15. Blanke, O, Metzinger, T. Full-body illusions and minimal phenomenal selfhood. Trends in Cognitive Sciences 2009;13(1):713 CrossRefGoogle ScholarPubMed. https://doi.org/10.1016/j.tics.2008.10.003; these experiments and others are discussed, along with their philosophical implications, in more detail in Metzinger, T. The Ego Tunnel: The Science of the Mind and the Myth of the Self. New York: Basic Books; 2009.Google Scholar

16. See, for instance, List, C, Pettit, P. Group Agency: The Possibility, Design, and Status of Corporate Agents. Oxford: Oxford University Press; 2011.CrossRefGoogle Scholar

17. See, for example, Veliz, C. Privacy is Power. London: Penguin; 2020.Google Scholar

18. See, for example, Pariser E. The Filter Bubble: What the Internet is Hiding from You. London: Penguin; 2011 Google Scholar; Lynch, MP. The Internet of Us: Knowing More and Understanding Less in the Age of Big Data. New York: Liveright; 2017.Google Scholar

19. See part 3 of Parfit, D. Reasons and Persons. Oxford: Clarendon Press; 1984.Google Scholar

20. See note 19, Parfit 1984.

21. Perhaps we should think of mind fusion as a “transformative experience” in L.A. Paul’s sense, which we cannot rationally evaluate before we have experienced it ourselves. See Paul, LA. Transformative Experience. Oxford: Oxford University Press; 2014.CrossRefGoogle Scholar

22. Originally described in Shackel, N. The vacuity of postmodernist methodology. Metaphilosophy 2005;36(3):295320 CrossRefGoogle Scholar; Shackel referred to it as a “doctrine” rather than a “fallacy.”

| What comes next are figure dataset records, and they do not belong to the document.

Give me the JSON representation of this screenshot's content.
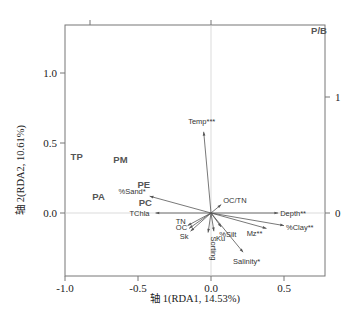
{
  "chart_data": {
    "type": "scatter",
    "subtype": "RDA biplot",
    "title": "",
    "xlabel": "轴 1(RDA1, 14.53%)",
    "ylabel": "轴 2(RDA2, 10.61%)",
    "xlim": [
      -1.0,
      0.75
    ],
    "ylim": [
      -0.45,
      1.35
    ],
    "x_ticks": [
      "-1.0",
      "-0.5",
      "0.0",
      "0.5"
    ],
    "y_ticks": [
      "0.0",
      "0.5",
      "1.0"
    ],
    "right_axis_ticks": [
      "0",
      "1"
    ],
    "grid": false,
    "zero_lines": true,
    "site_scores": [
      {
        "label": "P/B",
        "x": 0.74,
        "y": 1.28
      },
      {
        "label": "TP",
        "x": -0.92,
        "y": 0.38
      },
      {
        "label": "PM",
        "x": -0.62,
        "y": 0.36
      },
      {
        "label": "PE",
        "x": -0.46,
        "y": 0.18
      },
      {
        "label": "PA",
        "x": -0.77,
        "y": 0.09
      },
      {
        "label": "PC",
        "x": -0.45,
        "y": 0.05
      }
    ],
    "env_vectors": [
      {
        "label": "Temp***",
        "x": -0.05,
        "y": 0.58
      },
      {
        "label": "%Sand*",
        "x": -0.42,
        "y": 0.12
      },
      {
        "label": "TChla",
        "x": -0.38,
        "y": 0.0
      },
      {
        "label": "TN",
        "x": -0.16,
        "y": -0.09
      },
      {
        "label": "OC",
        "x": -0.15,
        "y": -0.11
      },
      {
        "label": "Sk",
        "x": -0.14,
        "y": -0.13
      },
      {
        "label": "Sorting",
        "x": -0.02,
        "y": -0.14
      },
      {
        "label": "Ku",
        "x": 0.02,
        "y": -0.13
      },
      {
        "label": "%Silt",
        "x": 0.07,
        "y": -0.1
      },
      {
        "label": "OC/TN",
        "x": 0.07,
        "y": 0.06
      },
      {
        "label": "Depth**",
        "x": 0.46,
        "y": 0.0
      },
      {
        "label": "%Clay**",
        "x": 0.5,
        "y": -0.09
      },
      {
        "label": "Mz**",
        "x": 0.38,
        "y": -0.11
      },
      {
        "label": "Salinity*",
        "x": 0.22,
        "y": -0.28
      }
    ]
  },
  "caption_partial": "（图注文字被截断）"
}
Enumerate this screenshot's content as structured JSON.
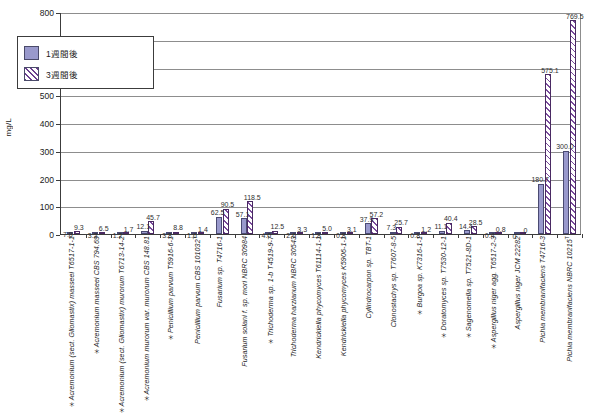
{
  "chart_data": {
    "type": "bar",
    "title": "",
    "xlabel": "",
    "ylabel": "mg/L",
    "ylim": [
      0,
      800
    ],
    "ytick_step": 100,
    "yticks": [
      "0",
      "100",
      "200",
      "300",
      "400",
      "500",
      "600",
      "700",
      "800"
    ],
    "grid": true,
    "legend_position": "upper-left-inside",
    "categories": [
      "Acremonium (sect. Gliomastix) masseei T6517-1-1",
      "Acremonium masseei CBS 794.69",
      "Acremonium (sect. Gliomastix) murorum T6713-14-2",
      "Acremonium murorum var. murorum CBS 148.81",
      "Penicillium parvum T5916-6-1",
      "Penicillium parvum CBS 101032",
      "Fusarium sp. T4716-1",
      "Fusarium solani f. sp. mori NBRC 30984",
      "Trichoderma sp. 1-b T4519-9-7",
      "Trichoderma harzianum NBRC 30543",
      "Kendrickiella phycomyces T61114-1-1",
      "Kendrickiella phycomyces K5906-1-1",
      "Cylindrocarpon sp. TBT-1",
      "Clonostachys sp. T7607-8-5",
      "Burgoa sp. K7316-1-1",
      "Doratomyces sp. T7530-12-1",
      "Sagenomella sp. T7521-8D-1",
      "Aspergillus niger agg. T6517-2-3",
      "Aspergillus niger JCM 22282",
      "Pichia membranifaciens T4716-3",
      "Pichia membranifaciens NBRC 10215"
    ],
    "series": [
      {
        "name": "1週間後",
        "color": "#9999cc",
        "values": [
          7.8,
          3.2,
          1.2,
          12.1,
          3.8,
          1.6,
          62.5,
          57.1,
          4.0,
          2.6,
          1.8,
          0.8,
          37.9,
          7.3,
          0.8,
          11.1,
          14.4,
          0.4,
          0,
          180.7,
          300.0
        ]
      },
      {
        "name": "3週間後",
        "color": "#ffffff",
        "hatch": "diagonal",
        "values": [
          9.3,
          6.5,
          1.7,
          45.7,
          8.8,
          1.4,
          90.5,
          118.5,
          12.5,
          3.3,
          5.0,
          3.1,
          57.2,
          25.7,
          1.2,
          40.4,
          28.5,
          0.8,
          0,
          575.1,
          769.5
        ]
      }
    ],
    "data_labels": {
      "series_1w": [
        "7.8",
        "3.2",
        "1.2",
        "12.1",
        "3.8",
        "1.6",
        "62.5",
        "57.1",
        "4.0",
        "2.6",
        "1.8",
        "0.8",
        "37.9",
        "7.3",
        "0.8",
        "11.1",
        "14.4",
        "0.4",
        "0",
        "180.7",
        "300.0"
      ],
      "series_3w": [
        "9.3",
        "6.5",
        "1.7",
        "45.7",
        "8.8",
        "1.4",
        "90.5",
        "118.5",
        "12.5",
        "3.3",
        "5.0",
        "3.1",
        "57.2",
        "25.7",
        "1.2",
        "40.4",
        "28.5",
        "0.8",
        "0",
        "575.1",
        "769.5"
      ]
    },
    "category_footnote_marks": [
      "*",
      "*",
      "*",
      "*",
      "*",
      "",
      "",
      "",
      "*",
      "",
      "",
      "",
      "",
      "",
      "*",
      "*",
      "*",
      "*",
      "",
      "",
      ""
    ]
  },
  "legend": {
    "items": [
      {
        "label": "1週間後",
        "swatch": "solid-purple"
      },
      {
        "label": "3週間後",
        "swatch": "hatched-diagonal"
      }
    ]
  },
  "axis": {
    "y_title": "mg/L"
  },
  "caption": ""
}
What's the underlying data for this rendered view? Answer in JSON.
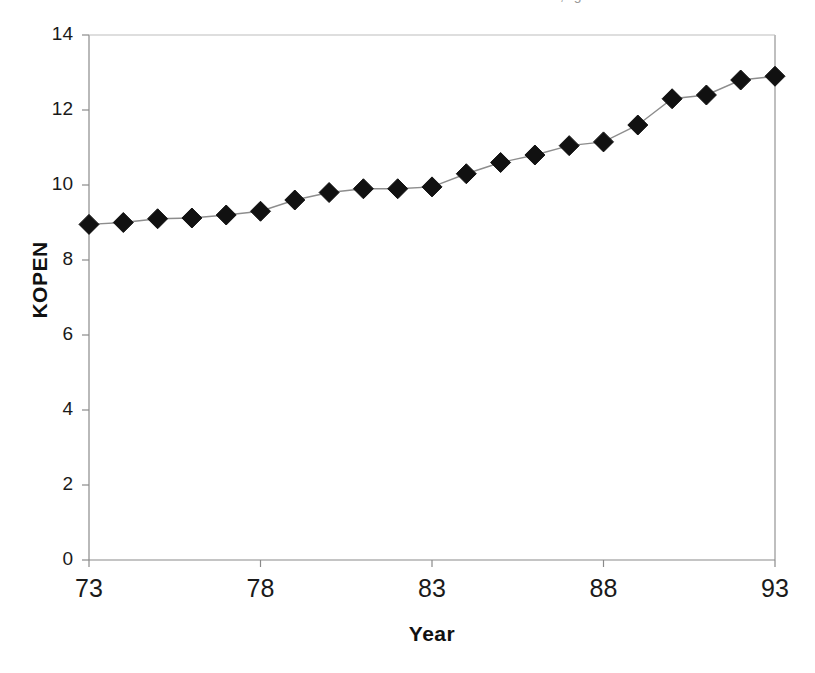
{
  "figure": {
    "top_cut_text": ", g",
    "background_color": "#ffffff",
    "frame_color": "#8a8a8a",
    "axis_color": "#7d7d7d"
  },
  "axes": {
    "y_title": "KOPEN",
    "x_title": "Year",
    "y_ticks": [
      "0",
      "2",
      "4",
      "6",
      "8",
      "10",
      "12",
      "14"
    ],
    "x_ticks": [
      "73",
      "78",
      "83",
      "88",
      "93"
    ]
  },
  "chart_data": {
    "type": "line",
    "title": "",
    "subtitle": "",
    "xlabel": "Year",
    "ylabel": "KOPEN",
    "xlim": [
      73,
      93
    ],
    "ylim": [
      0,
      14
    ],
    "y_tick_step": 2,
    "x_tick_step": 5,
    "grid": false,
    "legend": false,
    "marker": "diamond",
    "marker_color": "#111111",
    "marker_size_px": 20,
    "line_color": "#8d8d8d",
    "line_width_px": 1.4,
    "x": [
      73,
      74,
      75,
      76,
      77,
      78,
      79,
      80,
      81,
      82,
      83,
      84,
      85,
      86,
      87,
      88,
      89,
      90,
      91,
      92,
      93
    ],
    "values": [
      8.95,
      9.0,
      9.1,
      9.12,
      9.2,
      9.3,
      9.6,
      9.8,
      9.9,
      9.9,
      9.95,
      10.3,
      10.6,
      10.8,
      11.05,
      11.15,
      11.6,
      12.3,
      12.4,
      12.8,
      12.9
    ],
    "series": [
      {
        "name": "KOPEN",
        "values": [
          8.95,
          9.0,
          9.1,
          9.12,
          9.2,
          9.3,
          9.6,
          9.8,
          9.9,
          9.9,
          9.95,
          10.3,
          10.6,
          10.8,
          11.05,
          11.15,
          11.6,
          12.3,
          12.4,
          12.8,
          12.9
        ]
      }
    ]
  }
}
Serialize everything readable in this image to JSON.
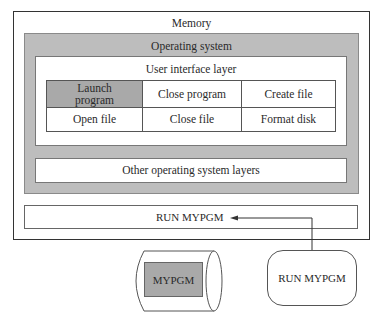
{
  "diagram": {
    "memory_label": "Memory",
    "os_label": "Operating system",
    "ui_layer_label": "User interface layer",
    "commands": [
      [
        "Launch program",
        "Close program",
        "Create file"
      ],
      [
        "Open file",
        "Close file",
        "Format disk"
      ]
    ],
    "highlighted_command": "Launch program",
    "other_layers_label": "Other operating system layers",
    "memory_command_label": "RUN MYPGM",
    "disk_program_label": "MYPGM",
    "user_command_label": "RUN MYPGM"
  },
  "colors": {
    "gray_fill": "#bdbdbd",
    "highlight_fill": "#a9a9a9",
    "line": "#333333"
  }
}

23. See note 6, Danaher 2109.

24. Danaher, J. Welcoming robots into the moral circle: A defence of moral behaviourism. Science and Engineering Ethics 2020;26(4):2023–49.CrossRefGoogle ScholarPubMed

25. Danaher, J. The threat of algocracy: Reality, resistance and accommodation. Philosophy and Technology 2016;29(3):245–68.CrossRefGoogle Scholar

26. Smith, E. This is Shakespeare. London: Penguin; 2019.Google Scholar

27. Together with Steve Campbell, I have elsewhere explored the worry that modern life involves various different problems that threaten to make our lives the opposite of meaningful or “anti-meaningful,” as we put it, for example in Campbell, SM, Nyholm, S. Anti-meaning and why it matters. Journal of the American Philosophical Association 2015;1(4):694711 CrossRefGoogle Scholar; Nyholm, S, Campbell, SM. Meaning and anti-meaning in life. In: Landau, I, ed. Oxford Handbook of Meaning in Life. Oxford: Oxford University Press; in press.Google Scholar

28. Many thanks to John Danaher and Tomi Kushner for helping me during the process of putting together my contributions to this exchange. In creating the written version of this debate, I have also been helped greatly by the discussion session that we had at the Neuroethics Network event in February 2021, which was chaired by David Lawrence. The comments made and questions asked during that session were very helpful, in particular those from Lawrence and those from Yves Agid and Philipp Kellmeyer.